We should have learned the consequences of imbalance by now from points throughout human history; even as most recently as March, when our state's economy was shut down.
Nevadans have suffered substantial losses from that, and I expect we will continue to feel the repercussions of that imbalance for years more to come.
But we didn't learn. Instead, we continued to react with imbalance rather than respond with an even keel.
When the cell phone video of George Floyd's death went viral, people around the world responded with understandable anger. But that anger very quickly boiled over into a rage that has consumed a number of communities across the country.
Structures burned, stores were looted, and people got hurt. Some severely or critically injured. Others have died in the violence.
In recent days, the police body cam video of the George Floyd incident has also gone viral, adding new details to what the world saw in Floyd's final moments.
Before you jump to conclusions that I'm minimizing what Derek Chauvin did to Floyd, please hear me out.
A different perspective was gained with the availability of that video footage. A new and unseen point of view.
Will it change people's minds? I don't know. But it does make my point that we need balance right now more than ever.
If not for sanity, then at least for clarity.
We need to listen to each other much more than we have. That means communicating more with our ears than with our tongues.
The problem as I see it is that there's no dialogue happening. There's only narrative. The human Id demands the gratification of narrative and ignores the Ego's plea for discourse.
When all we want to do is hear our own voices and talk at others, we are already imbalanced.
We should all learn to listen like the deaf, who spend more time cued into others so that they can understand and communicate through sign or lip reading.
Collectively, though, we aren't doing that. We hear only ourselves, but not each other.
Neither side of the contentious issue brought to the fore by George Floyd's death seems particularly interested in reaching an understanding.
They don't have to agree on the topic. But they really should be trying harder to agree to disagree.
On my way home from work Friday, I listened to the 1991 hit song "Meet In the Middle" by Diamond Rio play on the radio.
My favorite stanza in those lyrics goes like this:
"I'd start walking your way
You'd start walking mine
We'd meet in the middle
'Neath that old Georgia pine
We'd gain a lot of ground
'Cause we'd both give a little
And their ain't no road too long
When you meet in the middle"
The center of a fulcrum point is the only spot on the plane that doesn't shift in weight.
Balance is critical.
But listening to a song preach balance is much easier than practicing it.
Balance requires careful, deliberate thought and action. It takes work, damn hard work, and grit to see it through.
Freedom requires balance. So does liberty. If those two principles of our Constitutional Republic are going to be preserved, secured from usurpers, then the People must practice a little more self-control than we've been doing lately.
Self-regulation, or self-restraint, is the only way to achieve the balance that the scales of justice demand.

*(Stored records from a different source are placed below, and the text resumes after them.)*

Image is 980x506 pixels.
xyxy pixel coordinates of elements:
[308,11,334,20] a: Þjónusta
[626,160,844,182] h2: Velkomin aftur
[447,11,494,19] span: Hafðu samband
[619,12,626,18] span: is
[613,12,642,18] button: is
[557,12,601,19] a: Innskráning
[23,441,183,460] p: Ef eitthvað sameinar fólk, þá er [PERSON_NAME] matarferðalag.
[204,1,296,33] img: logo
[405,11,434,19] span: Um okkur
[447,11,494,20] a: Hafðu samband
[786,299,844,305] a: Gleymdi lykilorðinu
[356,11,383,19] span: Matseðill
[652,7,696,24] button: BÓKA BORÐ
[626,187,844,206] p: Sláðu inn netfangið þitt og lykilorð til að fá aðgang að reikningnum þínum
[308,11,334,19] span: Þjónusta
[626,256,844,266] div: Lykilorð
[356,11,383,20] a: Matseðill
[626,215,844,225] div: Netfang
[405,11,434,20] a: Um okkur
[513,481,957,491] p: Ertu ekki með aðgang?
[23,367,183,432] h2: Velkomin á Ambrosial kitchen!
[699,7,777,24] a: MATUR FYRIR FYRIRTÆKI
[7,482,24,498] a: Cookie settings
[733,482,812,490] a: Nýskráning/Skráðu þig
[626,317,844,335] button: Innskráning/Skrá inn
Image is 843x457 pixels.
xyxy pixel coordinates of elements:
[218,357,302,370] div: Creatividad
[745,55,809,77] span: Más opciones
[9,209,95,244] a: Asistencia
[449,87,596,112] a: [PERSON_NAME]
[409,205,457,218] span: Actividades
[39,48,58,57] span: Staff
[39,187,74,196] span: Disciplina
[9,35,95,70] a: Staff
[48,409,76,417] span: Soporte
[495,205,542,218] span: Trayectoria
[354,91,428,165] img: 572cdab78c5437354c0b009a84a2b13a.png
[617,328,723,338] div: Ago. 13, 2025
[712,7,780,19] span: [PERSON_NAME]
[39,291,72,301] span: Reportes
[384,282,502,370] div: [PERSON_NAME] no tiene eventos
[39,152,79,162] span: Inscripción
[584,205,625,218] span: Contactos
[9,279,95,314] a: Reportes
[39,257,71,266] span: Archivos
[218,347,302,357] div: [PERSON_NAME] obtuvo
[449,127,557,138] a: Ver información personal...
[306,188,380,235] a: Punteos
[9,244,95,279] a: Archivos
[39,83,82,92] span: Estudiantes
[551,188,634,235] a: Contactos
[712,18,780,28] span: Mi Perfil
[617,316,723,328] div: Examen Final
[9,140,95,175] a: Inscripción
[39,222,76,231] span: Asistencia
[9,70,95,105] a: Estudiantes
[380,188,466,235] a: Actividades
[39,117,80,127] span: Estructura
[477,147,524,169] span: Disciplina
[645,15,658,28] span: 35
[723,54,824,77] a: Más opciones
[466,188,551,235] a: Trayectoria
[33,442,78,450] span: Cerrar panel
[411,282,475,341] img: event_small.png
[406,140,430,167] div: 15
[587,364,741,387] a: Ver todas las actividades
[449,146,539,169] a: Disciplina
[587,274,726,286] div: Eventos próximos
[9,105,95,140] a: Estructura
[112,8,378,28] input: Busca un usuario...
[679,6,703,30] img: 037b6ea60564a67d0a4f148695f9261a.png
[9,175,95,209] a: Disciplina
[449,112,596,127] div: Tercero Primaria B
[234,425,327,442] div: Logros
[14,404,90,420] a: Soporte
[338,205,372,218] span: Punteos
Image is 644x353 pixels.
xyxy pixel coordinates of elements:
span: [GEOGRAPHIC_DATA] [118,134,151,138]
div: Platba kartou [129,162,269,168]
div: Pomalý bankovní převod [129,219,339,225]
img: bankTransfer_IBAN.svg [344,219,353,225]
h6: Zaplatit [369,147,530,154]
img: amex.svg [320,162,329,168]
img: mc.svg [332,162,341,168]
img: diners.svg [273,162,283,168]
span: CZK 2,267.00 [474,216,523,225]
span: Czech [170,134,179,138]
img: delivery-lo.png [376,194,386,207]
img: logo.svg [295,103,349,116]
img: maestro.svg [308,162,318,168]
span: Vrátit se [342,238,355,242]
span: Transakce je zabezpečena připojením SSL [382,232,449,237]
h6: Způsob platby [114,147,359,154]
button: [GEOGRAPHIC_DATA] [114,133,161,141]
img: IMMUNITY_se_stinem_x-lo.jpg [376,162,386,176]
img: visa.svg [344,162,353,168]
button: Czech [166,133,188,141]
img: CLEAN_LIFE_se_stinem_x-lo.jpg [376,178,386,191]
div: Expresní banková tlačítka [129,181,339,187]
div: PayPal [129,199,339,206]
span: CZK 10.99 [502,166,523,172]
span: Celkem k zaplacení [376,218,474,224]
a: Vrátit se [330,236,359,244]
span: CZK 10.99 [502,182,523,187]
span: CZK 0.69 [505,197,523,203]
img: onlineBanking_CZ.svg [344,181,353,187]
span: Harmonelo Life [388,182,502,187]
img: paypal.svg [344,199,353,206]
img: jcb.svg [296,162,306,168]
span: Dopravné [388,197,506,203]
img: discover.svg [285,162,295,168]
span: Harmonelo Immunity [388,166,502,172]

Some humility and following the Golden Rule helps, too.
Either that, or our society will continue falling prey to the consequences sung about in "The Bonnie Banks of Loch Lomond":
"ye'll tak' the high road, and I'll tak' the low road,
And I'll be in Scotland a'fore ye,
But me and my true love will never meet again"
The high road takes a lot more work; but up there, you can see everything much more clearly than down below.
Yet, too many people these days show that they are choosing the low road, because it's much easier to yell at and intimidate each other, shame and bully one another, than it is to swallow our pride and work a bit harder to take that high road.
I see this on the Left, the Right and even in the Center.
Balance doesn't fit the narratives we want, and we see compromise as a bad word these days; one seemingly defined as weakness.
Well, in my experience, sometimes it can take more courage to be the only one seated at the discussion table than to take a side and stand on it.
What I watched from Saturday's Minden protests were some people consumed with the sort of resentful anger that can lead very quickly and easily to rage; the kind that has engulfed our country for the past several weeks.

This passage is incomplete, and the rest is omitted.